Frontiers
Disaster Insurance Coverage Remains Low
September 1997
Few people expect to be directly affected by a hurricane, tornado or flood. And therefore, only a few people buy insurance. These are the findings of an NSF-funded study of risky behavior, a follow-up to a 1978 study that found virtually the same thing.
Logical factors, such as the cost of insurance and perceived likelihood of disaster, don't count for much in most people's decisions, according to Howard Kunreuther of the Wharton School of Business at the University of Pennsylvania. Kunreuther conducted the study and continues to examine what prompts people to insure--or not.
Kunreuther found that following a severe flood or earthquake, residents often show keen interest in purchasing insurance, even though they know it comes too late to provide financial relief from the recent disaster. Often, persons cancel these policies after several years of not experiencing another disaster.
Kunreuther and his colleagues Paul Kleindorfer and Neil Doherty say that the government, insurers, financial institutions, the real estate industry and property owners each have a role in minimizing the chance of property damage. In general, the researchers found property owners ill-informed about the real risks of disaster and about the limited government assistance they should expect.
"The lessons learned from the research done at Wharton and elsewhere are clear," says William Anderson, director of NSF's Hazard Mitigation Research Section. "On the one hand, institutions and individuals need better information on the real likelihood of disasters and their associated costs. On the other hand, better information alone may not help; we need to pay attention to the research conducted on how people and institutions actually make decisions under risk and actually use available information in this process."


Problem description = In the answer, each line must appear exactly as in the records, and no picture may appear.

### Dataset records ###

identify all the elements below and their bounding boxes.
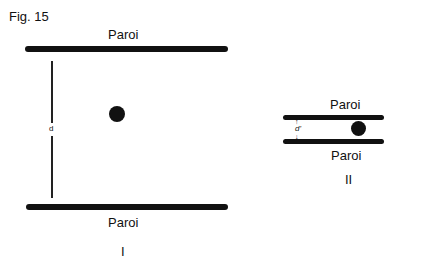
distance-line-upper (51, 61, 53, 123)
distance-label: d' (295, 124, 301, 133)
distance-line-lower (51, 136, 53, 198)
particle (109, 106, 125, 122)
distance-label: d (49, 124, 53, 133)
panel-caption: II (345, 172, 352, 187)
top-wall (25, 46, 228, 52)
bottom-wall (26, 204, 228, 210)
top-wall-label: Paroi (108, 27, 138, 42)
bottom-wall-label: Paroi (108, 215, 138, 230)
bottom-wall-label: Paroi (331, 148, 361, 163)
particle (351, 121, 366, 136)
panel-caption: I (121, 244, 125, 259)
bottom-wall (283, 139, 384, 144)
top-wall-label: Paroi (330, 97, 360, 112)
figure-title: Fig. 15 (9, 9, 49, 24)
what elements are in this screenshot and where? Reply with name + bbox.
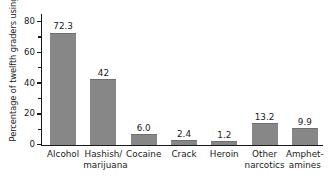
bar-2: 6.0: [131, 119, 157, 144]
category-label-4: Heroin: [204, 149, 244, 160]
bar-value-label: 9.9: [298, 118, 312, 127]
bar-value-label: 72.3: [53, 22, 73, 31]
bar-value-label: 1.2: [217, 131, 231, 140]
bar-rect: [50, 33, 76, 145]
y-tick-label-20: 20: [11, 109, 35, 118]
category-label-line1: Crack: [171, 149, 196, 159]
category-label-line2: marijuana: [83, 160, 123, 171]
x-axis-category-labels: AlcoholHashish/marijuanaCocaineCrackHero…: [41, 149, 323, 187]
bar-chart: Percentage of twelfth graders using 0204…: [0, 0, 329, 189]
bar-rect: [292, 128, 318, 144]
bar-4: 1.2: [211, 126, 237, 144]
category-label-line1: Amphet-: [286, 149, 324, 159]
bar-rect: [211, 141, 237, 144]
bar-value-label: 42: [98, 69, 109, 78]
category-label-line2: narcotics: [244, 160, 284, 171]
y-axis-tick-labels: 020406080: [11, 14, 35, 146]
bar-1: 42: [90, 64, 116, 145]
bar-value-label: 13.2: [255, 113, 275, 122]
category-label-line1: Heroin: [210, 149, 239, 159]
y-tick-label-80: 80: [11, 17, 35, 26]
y-tick-label-40: 40: [11, 79, 35, 88]
plot-area: 020406080 72.3426.02.41.213.29.9: [41, 14, 323, 146]
category-label-3: Crack: [164, 149, 204, 160]
bar-0: 72.3: [50, 18, 76, 145]
bar-rect: [171, 140, 197, 145]
bar-value-label: 2.4: [177, 130, 191, 139]
bars-layer: 72.3426.02.41.213.29.9: [41, 14, 323, 146]
category-label-line1: Other: [252, 149, 277, 159]
category-label-line2: amines: [285, 160, 325, 171]
category-label-0: Alcohol: [43, 149, 83, 160]
category-label-5: Othernarcotics: [244, 149, 284, 170]
category-label-2: Cocaine: [124, 149, 164, 160]
y-tick-label-0: 0: [11, 140, 35, 149]
bar-3: 2.4: [171, 125, 197, 145]
bar-rect: [252, 123, 278, 144]
category-label-1: Hashish/marijuana: [83, 149, 123, 170]
y-tick-label-60: 60: [11, 48, 35, 57]
category-label-line1: Alcohol: [47, 149, 79, 159]
category-label-line1: Cocaine: [126, 149, 161, 159]
bar-6: 9.9: [292, 113, 318, 144]
bar-5: 13.2: [252, 108, 278, 144]
category-label-line1: Hashish/: [85, 149, 123, 159]
bar-value-label: 6.0: [137, 124, 151, 133]
category-label-6: Amphet-amines: [285, 149, 325, 170]
bar-rect: [90, 79, 116, 145]
bar-rect: [131, 134, 157, 144]
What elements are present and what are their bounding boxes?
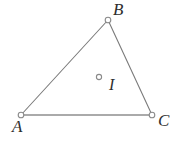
figure-canvas <box>0 0 178 145</box>
interior-point-marker-I[interactable] <box>96 74 101 79</box>
geometry-figure: A B C I <box>0 0 178 145</box>
point-label-I: I <box>109 77 114 93</box>
edge-AB <box>21 20 108 115</box>
edge-BC <box>108 20 152 115</box>
vertex-marker-B[interactable] <box>105 17 111 23</box>
point-label-C: C <box>158 112 169 129</box>
point-label-B: B <box>113 1 123 18</box>
point-label-A: A <box>12 118 22 135</box>
vertex-marker-C[interactable] <box>149 112 155 118</box>
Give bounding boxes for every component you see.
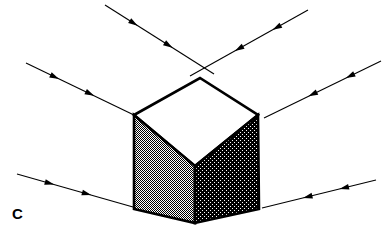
ray-lower-right-arrowhead-1 [340, 184, 350, 190]
ray-upper-left [105, 5, 214, 74]
panel-label-c: C [12, 206, 23, 221]
ray-lower-left-arrowhead-2 [81, 190, 91, 196]
ray-upper-right-arrowhead-2 [235, 44, 245, 51]
ray-upper-left-arrowhead-2 [163, 40, 173, 48]
ray-middle-right-arrowhead-1 [346, 71, 356, 78]
ray-middle-right-line [264, 61, 381, 118]
ray-middle-left-arrowhead-2 [84, 89, 94, 96]
figure-panel: C [0, 0, 391, 242]
ray-middle-left-arrowhead-1 [49, 72, 59, 79]
ray-lower-left [17, 174, 133, 207]
ray-upper-right-arrowhead-1 [273, 23, 283, 30]
ray-lower-left-arrowhead-1 [44, 179, 54, 185]
ray-lower-right [262, 180, 376, 208]
ray-middle-left [26, 63, 136, 116]
ray-upper-left-arrowhead-1 [128, 18, 138, 26]
figure-canvas [0, 0, 391, 242]
ray-lower-right-arrowhead-2 [303, 193, 313, 199]
ray-upper-right-line [190, 10, 308, 76]
ray-middle-left-line [26, 63, 136, 116]
ray-upper-right [190, 10, 308, 76]
ray-upper-left-line [105, 5, 214, 74]
shaded-isometric-cube [134, 78, 259, 223]
ray-lower-right-line [262, 180, 376, 208]
ray-lower-left-line [17, 174, 133, 207]
ray-middle-right-arrowhead-2 [308, 90, 318, 97]
ray-middle-right [264, 61, 381, 118]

###

Final answer =
identify all the elements below and their bounding boxes.
distance-line-upper (51, 61, 53, 123)
distance-label: d' (295, 124, 301, 133)
distance-line-lower (51, 136, 53, 198)
particle (109, 106, 125, 122)
distance-label: d (49, 124, 53, 133)
panel-caption: II (345, 172, 352, 187)
top-wall (25, 46, 228, 52)
bottom-wall (26, 204, 228, 210)
top-wall-label: Paroi (108, 27, 138, 42)
bottom-wall-label: Paroi (108, 215, 138, 230)
bottom-wall-label: Paroi (331, 148, 361, 163)
particle (351, 121, 366, 136)
panel-caption: I (121, 244, 125, 259)
bottom-wall (283, 139, 384, 144)
top-wall-label: Paroi (330, 97, 360, 112)
figure-title: Fig. 15 (9, 9, 49, 24)
what elements are in this screenshot and where? Reply with name + bbox.
bar-2: 6.0: [131, 119, 157, 144]
category-label-4: Heroin: [204, 149, 244, 160]
bar-value-label: 9.9: [298, 118, 312, 127]
bar-value-label: 72.3: [53, 22, 73, 31]
bar-value-label: 1.2: [217, 131, 231, 140]
bar-rect: [50, 33, 76, 145]
y-tick-label-20: 20: [11, 109, 35, 118]
category-label-line1: Crack: [171, 149, 196, 159]
category-label-line2: marijuana: [83, 160, 123, 171]
x-axis-category-labels: AlcoholHashish/marijuanaCocaineCrackHero…: [41, 149, 323, 187]
bar-chart: Percentage of twelfth graders using 0204…: [0, 0, 329, 189]
bar-rect: [292, 128, 318, 144]
bar-4: 1.2: [211, 126, 237, 144]
category-label-line1: Amphet-: [286, 149, 324, 159]
bar-rect: [211, 141, 237, 144]
bar-value-label: 42: [98, 69, 109, 78]
category-label-line2: narcotics: [244, 160, 284, 171]
y-axis-tick-labels: 020406080: [11, 14, 35, 146]
bar-1: 42: [90, 64, 116, 145]
bar-value-label: 13.2: [255, 113, 275, 122]
category-label-line1: Heroin: [210, 149, 239, 159]
y-tick-label-80: 80: [11, 17, 35, 26]
y-tick-label-40: 40: [11, 79, 35, 88]
plot-area: 020406080 72.3426.02.41.213.29.9: [41, 14, 323, 146]
category-label-3: Crack: [164, 149, 204, 160]
bar-0: 72.3: [50, 18, 76, 145]
bar-rect: [171, 140, 197, 145]
bar-value-label: 2.4: [177, 130, 191, 139]
bars-layer: 72.3426.02.41.213.29.9: [41, 14, 323, 146]
category-label-line1: Other: [252, 149, 277, 159]
category-label-line2: amines: [285, 160, 325, 171]
category-label-0: Alcohol: [43, 149, 83, 160]
category-label-5: Othernarcotics: [244, 149, 284, 170]
category-label-2: Cocaine: [124, 149, 164, 160]
y-tick-label-0: 0: [11, 140, 35, 149]
bar-3: 2.4: [171, 125, 197, 145]
bar-rect: [252, 123, 278, 144]
category-label-1: Hashish/marijuana: [83, 149, 123, 170]
y-tick-label-60: 60: [11, 48, 35, 57]
category-label-line1: Alcohol: [47, 149, 79, 159]
category-label-line1: Cocaine: [126, 149, 161, 159]
bar-6: 9.9: [292, 113, 318, 144]
bar-5: 13.2: [252, 108, 278, 144]
category-label-line1: Hashish/: [85, 149, 123, 159]
bar-value-label: 6.0: [137, 124, 151, 133]
category-label-6: Amphet-amines: [285, 149, 325, 170]
bar-rect: [90, 79, 116, 145]
bar-rect: [131, 134, 157, 144]
What elements are present and what are their bounding boxes?
figure-canvas <box>0 0 178 145</box>
interior-point-marker-I[interactable] <box>96 74 101 79</box>
geometry-figure: A B C I <box>0 0 178 145</box>
point-label-I: I <box>109 77 114 93</box>
edge-AB <box>21 20 108 115</box>
edge-BC <box>108 20 152 115</box>
vertex-marker-B[interactable] <box>105 17 111 23</box>
point-label-C: C <box>158 112 169 129</box>
point-label-B: B <box>113 1 123 18</box>
point-label-A: A <box>12 118 22 135</box>
vertex-marker-C[interactable] <box>149 112 155 118</box>
Give bounding boxes for every component you see.
ray-lower-right-arrowhead-1 [340, 184, 350, 190]
ray-upper-left [105, 5, 214, 74]
panel-label-c: C [12, 206, 23, 221]
ray-lower-left-arrowhead-2 [81, 190, 91, 196]
ray-upper-right-arrowhead-2 [235, 44, 245, 51]
ray-upper-left-arrowhead-2 [163, 40, 173, 48]
ray-middle-right-arrowhead-1 [346, 71, 356, 78]
ray-middle-right-line [264, 61, 381, 118]
ray-middle-left-arrowhead-2 [84, 89, 94, 96]
figure-panel: C [0, 0, 391, 242]
ray-middle-left-arrowhead-1 [49, 72, 59, 79]
ray-lower-left [17, 174, 133, 207]
ray-upper-right-arrowhead-1 [273, 23, 283, 30]
ray-lower-left-arrowhead-1 [44, 179, 54, 185]
ray-lower-right [262, 180, 376, 208]
ray-middle-left [26, 63, 136, 116]
ray-upper-left-arrowhead-1 [128, 18, 138, 26]
figure-canvas [0, 0, 391, 242]
ray-lower-right-arrowhead-2 [303, 193, 313, 199]
ray-upper-right-line [190, 10, 308, 76]
ray-middle-left-line [26, 63, 136, 116]
ray-upper-right [190, 10, 308, 76]
ray-upper-left-line [105, 5, 214, 74]
shaded-isometric-cube [134, 78, 259, 223]
ray-lower-right-line [262, 180, 376, 208]
ray-lower-left-line [17, 174, 133, 207]
ray-middle-right-arrowhead-2 [308, 90, 318, 97]
ray-middle-right [264, 61, 381, 118]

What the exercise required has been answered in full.